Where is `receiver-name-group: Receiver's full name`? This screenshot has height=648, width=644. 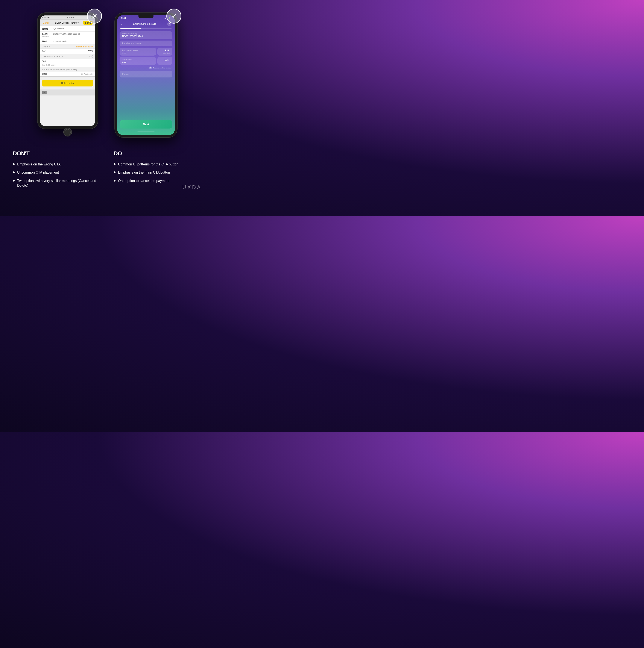
receiver-name-group: Receiver's full name is located at coordinates (146, 44).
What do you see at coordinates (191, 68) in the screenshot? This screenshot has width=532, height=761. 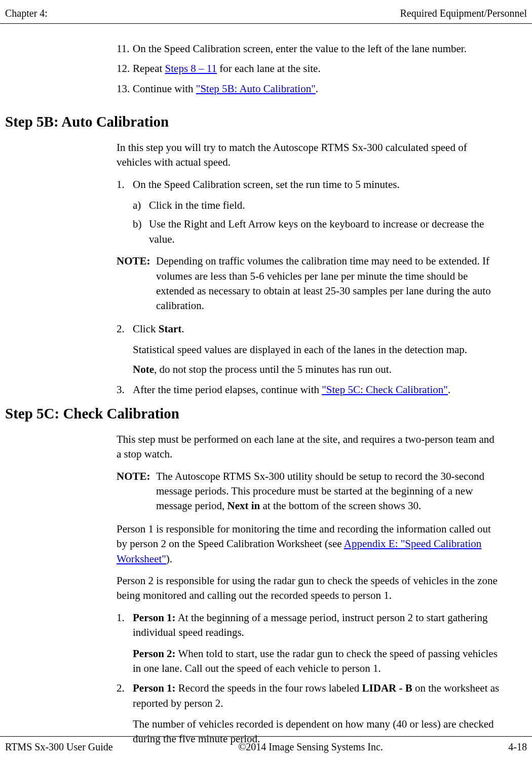 I see `link-steps-8-11: Steps 8 – 11` at bounding box center [191, 68].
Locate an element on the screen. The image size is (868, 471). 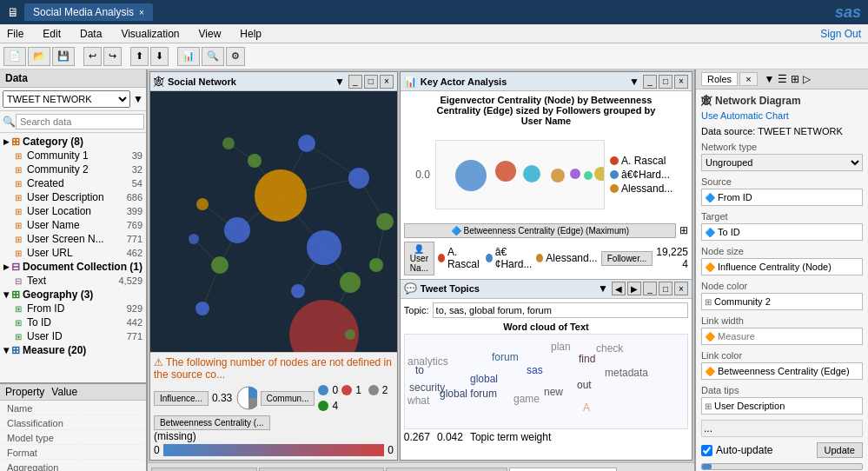
menu-visualization: Visualization is located at coordinates (149, 34).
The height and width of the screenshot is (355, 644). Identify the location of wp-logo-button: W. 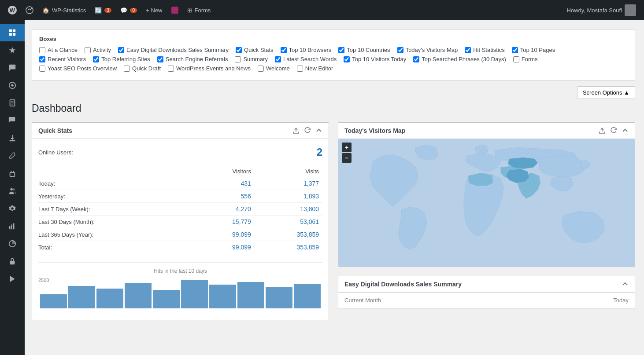
(12, 10).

....

[Directions] Only the lines from the one containing "The height and" through the last line of the entries should be transcribed, exactly and with no pictures.

[Solution to the exercise]
The height and width of the screenshot is (355, 644). Identify the location of wp-logo-button: W. 
(12, 10).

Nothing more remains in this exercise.